A NEW CATHOLICISM
There are moments in church life that quietly expose the distance between what is written and what is lived. The funeral of Valentino, the celebrated Italian fashion designer who died at the age of ninety‑three, held in a Roman basilica, was one of them. Nothing sensational happened. No liturgical drama, no theological uproar. Just a simple, human scene: two men who had loved him – one his partner, one a former partner – stood up during the liturgy to speak about him from the ambo. They were composed, sincere, grieving. The assembly listened. And that was that.
If you were waiting for a doctrinal earthquake, you would have been disappointed. What you saw instead was something far more ordinary: a community responding to a death with the instincts that communities tend to have. Someone has died; those closest to him want to speak; of course they should. It felt natural. Pastoral, even.
And yet, the moment carried a quiet irony. Christian tradition has always insisted that thought precedes action, that doctrine shapes practice. But here the opposite seemed to be happening. The Catechism still says what it says – in careful prose, printed on respectable paper – but the assembly behaved as though those paragraphs belonged to a different genre altogether. Not denied, not contested, simply… unused.
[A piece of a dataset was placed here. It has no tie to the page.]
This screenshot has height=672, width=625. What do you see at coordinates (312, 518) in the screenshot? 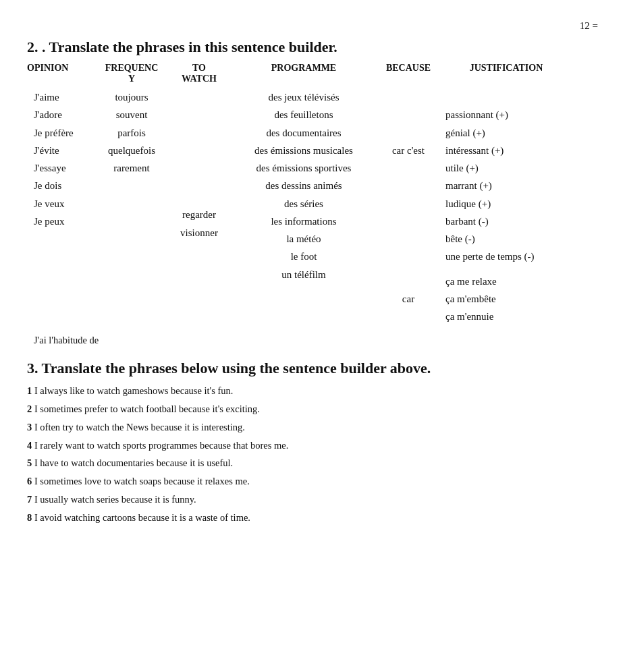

It is one of the curiosities of contemporary Catholic life: documents abound, but their normative force often evaporates the moment they meet the pastoral instincts of ordinary people. Practice does not rebel against doctrine; it simply walks past it, with the gentle confidence of someone who assumes that reality will be forgiven for not fitting the text. It also hinted at something else: a pastoral style increasingly content to meet people exactly where they are, without the older instinct to call them somewhere else. A church that, in practice, welcomes you just as you are and leaves the question of conversion politely unspoken.
In this sense, it is a new kind of Catholicism – not the Catholicism of tidy categories and predictable boundaries, but something more fluid, more improvisational, shaped less by regulation and more by accompaniment. One is reminded of Romano Amerio’s remark about the ‘dislocation of the Divine Monotriad’: in classical theology, love flows from truth, not the other way around. Experience follows understanding; the will follows the intellect. When this order is reversed, the entire spiritual architecture shifts. And whether or not one shares Amerio’s concerns, the pastoral instinct on display that morning certainly leaned toward love first, doctrine later.
This is not a uniquely Catholic phenomenon, of course. Every Christian tradition knows the tension between what it teaches and what it actually does. The Catholics are simply more visible when it happens. Their rituals are public, their structures are public, and their contradictions are public too.
What Valentino’s funeral revealed – without fanfare, without controversy – is that the Church’s lived practice is already negotiating realities that its official teaching has not yet absorbed. The gap is not created by moments like this; it is merely revealed by them.
No doctrine was changed that day. No manifesto was issued. But something was made unmistakably clear: the Church’s pastoral life often moves ahead of its doctrinal formulations, not out of defiance, but out of fidelity to the human stories placed in its care.
And perhaps that is the real lesson. Not a scandal, not a victory, not a defeat – just a reminder that the Church’s life, in all its tenderness and untidiness, is always larger than the documents meant to contain it.